Global Health Impact

Public Health Ethics 15 (2):117-118 (2022)
  Copy   BIBTEX

Abstract

Why should we care about global health? What obligations do we have to improve global health? How can we work towards establishing a health industry that is better equipped to deal with the most significant global health challenges? In her impressive and ambitious book, Global Health Impact: Extending Access to Essential Medicine (Hassoun, 2020), Nicole Hassoun attempts to answer these questions, by drawing on contemporary research in political philosophy, global justice, health economics and business ethics. In this symposium, Timothy Campbell, Yukiko Asada and Andreas Albertsen explore three dimensions of Hassoun’s proposal: the relation between measuring global health impact and conceptions of the minimally good life, different metrics used to measure the global health burden and democratic consumption and social justice. In a response paper, Hassoun responds to the critical remarks.In her book, Hassoun presents a theoretical framework that explains why we ought to care about global health, develops a way of measuring the global health impact of health technologies and argues that individuals should be guided by this in their consumption. The book presents an ambitious proposal for how one in a very practical way can use the measuring tool in order to promote global health by labeling and certifying different market products so that consumers and investors get incentivizing information that can change their behavior in a way that promotes global health.

Links

PhilArchive



    Upload a copy of this work     Papers currently archived: 91,122

External links

Setup an account with your affiliations in order to access resources via your University's proxy server

Through your library

Similar books and articles

The health impact fund: how to make new medicines accessible to all.Thomas Pogge, S. Benatar & G. Brock - 2011 - In S. R. Benatar & Gillian Brock (eds.), Global Health and Global Health Ethics. Cambridge University Press. pp. 241--250.
A Global Ecological Ethic for Human Health Resources.Lisa A. Eckenwiler - 2020 - Journal of Bioethical Inquiry 17 (4):575-580.
Global Health Justice and Governance.Jennifer Prah Ruger - 2012 - American Journal of Bioethics 12 (12):35-54.
Global Health Case: Questioning Our Contributions.Kelly Anderson - 2014 - Journal of Bioethical Inquiry 11 (3):401-402.
The global crisis and global health.Stephen Gill, Isabella Bakker, S. Benatar & G. Brock - 2011 - In S. R. Benatar & Gillian Brock (eds.), Global Health and Global Health Ethics. Cambridge University Press.
Democratic Ethical Consumption and Social Justice.Andreas Albertsen - 2022 - Public Health Ethics 15 (2):130-137.

Analytics

Added to PP
2022-09-02

Downloads
12 (#974,459)

6 months
6 (#292,930)

Historical graph of downloads
How can I increase my downloads?

Author's Profile

Anders Herlitz
Institute for Futures Studies

Citations of this work

No citations found.

Add more citations

References found in this work

Why sufficiency is not enough.Paula Casal - 2007 - Ethics 117 (2):296-326.
The Prospects for Sufficientarianism.Liam Shields - 2012 - Utilitas 24 (1):101-117.
The indispensability of sufficientarianism.Anders Herlitz - 2019 - Critical Review of International Social and Political Philosophy 22 (7):929-942.
Democratic Ethical Consumption and Social Justice.Andreas Albertsen - 2022 - Public Health Ethics 15 (2):130-137.
DALYs and the Minimally Good Life.Tim Campbell - 2022 - Public Health Ethics 15 (2):119-123.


Exercise requirements:
Looking through the records that follow, determine how many lines contain "label" and reply with that number alone.

[[ Data records, beginning ]]

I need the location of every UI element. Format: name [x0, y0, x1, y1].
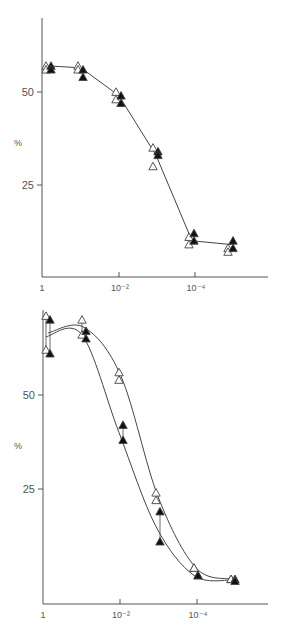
chart-bottom-plot: 50 25 % 1 10⁻² 10⁻⁴ [0, 310, 281, 637]
filled-series-curve [46, 328, 231, 581]
open-triangle-marker [78, 316, 86, 324]
x-tick-label-1: 1 [39, 283, 44, 293]
filled-triangle-marker [79, 73, 87, 81]
filled-triangle-marker [229, 237, 237, 245]
x-tick-label-1: 1 [40, 610, 45, 620]
x-tick-label-1e-2: 10⁻² [112, 610, 130, 620]
y-tick-label-50: 50 [23, 389, 35, 401]
open-triangle-marker [190, 564, 198, 572]
fit-line [49, 66, 231, 245]
data-points-bottom [42, 312, 239, 585]
open-triangle-marker [115, 368, 123, 376]
filled-triangle-marker [190, 229, 198, 237]
open-series-curve [48, 325, 233, 579]
x-tick-label-1e-4: 10⁻⁴ [189, 610, 208, 620]
open-triangle-marker [149, 162, 157, 170]
chart-bottom: 50 25 % 1 10⁻² 10⁻⁴ [0, 310, 281, 637]
y-axis-label: % [14, 138, 22, 148]
x-tick-label-1e-2: 10⁻² [111, 283, 129, 293]
y-tick-label-25: 25 [22, 179, 34, 191]
chart-top: 50 25 % 1 10⁻² 10⁻⁴ [0, 0, 281, 310]
x-tick-label-1e-4: 10⁻⁴ [187, 283, 206, 293]
data-points-top [42, 62, 237, 256]
y-axis-label: % [14, 441, 22, 451]
open-triangle-marker [149, 144, 157, 152]
filled-triangle-marker [119, 421, 127, 429]
y-tick-label-25: 25 [23, 483, 35, 495]
open-triangle-marker [152, 489, 160, 497]
filled-triangle-marker [119, 436, 127, 444]
chart-top-plot: 50 25 % 1 10⁻² 10⁻⁴ [0, 0, 281, 310]
y-tick-label-50: 50 [22, 86, 34, 98]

[[ Data records, end ]]

Your response:
12